Two years in the front line — Army food.

At end of day to a trattoria for dinner

Spike after a good dinner

The waiter who served us

Swimming starkers

June 17th 1946.

Barbary Coast opened at the Bellini Theatre: a packed house, with soldiers queuing all day. Again the Bill Hall Trio, with a lot more gags in the act, steal the show; a corps de ballet from Rome did next best -all top-class dancers and only in this show because Rome Opera House is temporarily closed.

Great write-ups the next day! Then the icing on the cake: we are to tour, but this time we are to include Venice and Vienna!
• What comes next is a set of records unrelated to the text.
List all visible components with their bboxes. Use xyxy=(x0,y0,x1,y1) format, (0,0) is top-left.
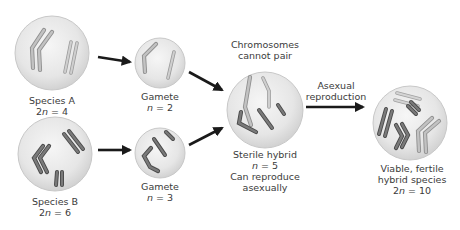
sterile-hybrid-cell xyxy=(227,72,303,148)
arrow-species-a-to-gamete xyxy=(98,57,130,62)
gamete-a-name: Gamete xyxy=(135,91,185,102)
fertile-hybrid-label: Viable, fertile hybrid species 2n = 10 xyxy=(372,163,452,196)
allopolyploidy-diagram: Species A 2n = 4 Species B 2n = 6 Gamete… xyxy=(0,0,460,230)
species-a-label: Species A 2n = 4 xyxy=(22,95,82,117)
fertile-name-line1: Viable, fertile xyxy=(372,163,452,174)
species-a-name: Species A xyxy=(22,95,82,106)
sterile-hybrid-label: Sterile hybrid n = 5 Can reproduce asexu… xyxy=(225,149,305,193)
note-line1: Can reproduce xyxy=(225,171,305,182)
species-b-name: Species B xyxy=(22,196,88,207)
gamete-b-ploidy: n = 3 xyxy=(135,192,185,203)
top-note-line1: Chromosomes xyxy=(225,39,305,50)
note-line2: asexually xyxy=(225,182,305,193)
gamete-b-label: Gamete n = 3 xyxy=(135,181,185,203)
sterile-hybrid-name: Sterile hybrid xyxy=(225,149,305,160)
species-b-ploidy: 2n = 6 xyxy=(22,207,88,218)
ploidy-value: = 3 xyxy=(153,192,173,203)
arrow-gamete-a-to-hybrid xyxy=(189,72,222,90)
gamete-a-ploidy: n = 2 xyxy=(135,102,185,113)
sterile-hybrid-top-note: Chromosomes cannot pair xyxy=(225,39,305,61)
species-a-ploidy: 2n = 4 xyxy=(22,106,82,117)
ploidy-value: = 6 xyxy=(51,207,71,218)
asexual-reproduction-label: Asexual reproduction xyxy=(305,80,367,102)
asexual-line2: reproduction xyxy=(305,91,367,102)
arrow-gamete-b-to-hybrid xyxy=(189,128,222,145)
gamete-b-name: Gamete xyxy=(135,181,185,192)
ploidy-value: = 5 xyxy=(258,160,278,171)
ploidy-value: = 10 xyxy=(405,185,431,196)
species-a-cell xyxy=(15,16,89,90)
fertile-hybrid-ploidy: 2n = 10 xyxy=(372,185,452,196)
gamete-a-cell xyxy=(135,38,185,88)
ploidy-value: = 2 xyxy=(153,102,173,113)
sterile-hybrid-ploidy: n = 5 xyxy=(225,160,305,171)
fertile-name-line2: hybrid species xyxy=(372,174,452,185)
top-note-line2: cannot pair xyxy=(225,50,305,61)
gamete-b-cell xyxy=(135,128,185,178)
fertile-hybrid-cell xyxy=(373,86,447,160)
species-b-label: Species B 2n = 6 xyxy=(22,196,88,218)
species-b-cell xyxy=(18,117,92,191)
asexual-line1: Asexual xyxy=(305,80,367,91)
ploidy-value: = 4 xyxy=(48,106,68,117)
gamete-a-label: Gamete n = 2 xyxy=(135,91,185,113)
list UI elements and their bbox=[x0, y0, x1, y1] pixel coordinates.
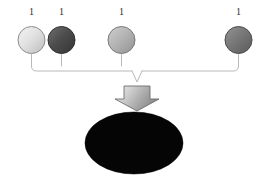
brace-connector bbox=[32, 54, 239, 82]
connector-rail-right bbox=[142, 66, 239, 71]
connector-v-junction bbox=[132, 71, 142, 82]
diagram-graphics bbox=[0, 0, 269, 180]
node-circle-3[interactable] bbox=[108, 27, 135, 54]
result-ellipse bbox=[85, 112, 183, 174]
node-circle-4[interactable] bbox=[225, 27, 252, 54]
node-label-4: 1 bbox=[229, 7, 249, 17]
connector-rail-left bbox=[32, 66, 133, 71]
down-arrow bbox=[115, 86, 159, 111]
node-circle-2[interactable] bbox=[48, 27, 75, 54]
node-label-1: 1 bbox=[22, 7, 42, 17]
diagram-canvas: 1 1 1 1 bbox=[0, 0, 269, 180]
node-label-2: 1 bbox=[52, 7, 72, 17]
node-label-3: 1 bbox=[112, 7, 132, 17]
node-circle-1[interactable] bbox=[18, 27, 45, 54]
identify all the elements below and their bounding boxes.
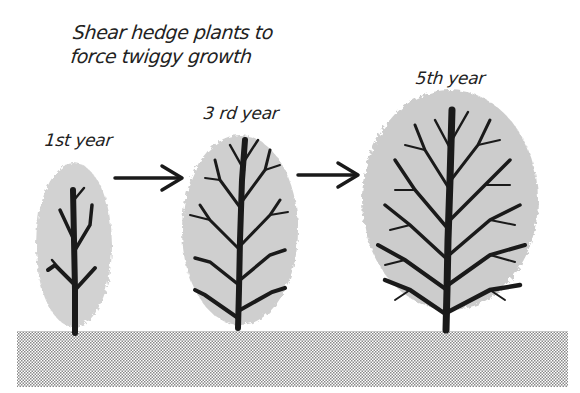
tree-3rd-year — [182, 135, 298, 328]
hedge-growth-illustration — [0, 0, 580, 393]
ground-strip — [17, 331, 568, 387]
arrow-icon — [298, 163, 358, 187]
arrow-icon — [115, 166, 182, 190]
tree-5th-year — [362, 90, 538, 330]
tree-1st-year — [36, 163, 112, 333]
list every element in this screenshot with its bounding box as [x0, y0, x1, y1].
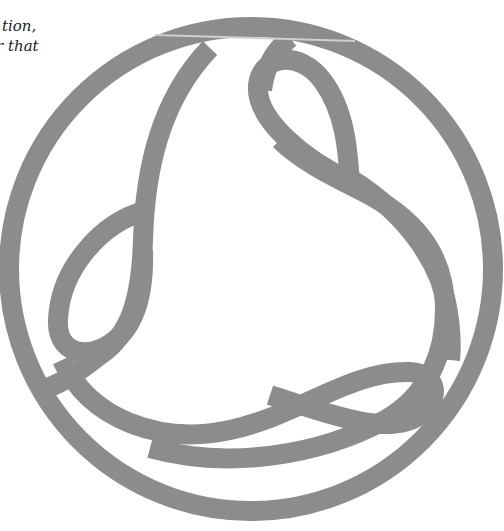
knot-emblem-icon: [0, 0, 504, 531]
Someone should have told us, “Man, these are the best days of your life, eat them slowly.”

Sunday morning, all bustle and packing kit on to the charabanc, Gunner Hall as usual is missing.

“She must be late paying him,” says Bornheim. All set, we pile on to the CSE charabanc with Umberto the fat Iti driver pinning Holy Pictures on the dashboard to ward off the devil, accidents, Protestants and the husband of the woman he is knocking off.

It’s a sparkling day, the sun streaming through the holes in Bornheim’s underwear. “What’s this Venice like?” he says. I tell him when you step out the front door you go splash! People don’t take dogs for a walk, they take fish. Wasn’t the city resting on piles?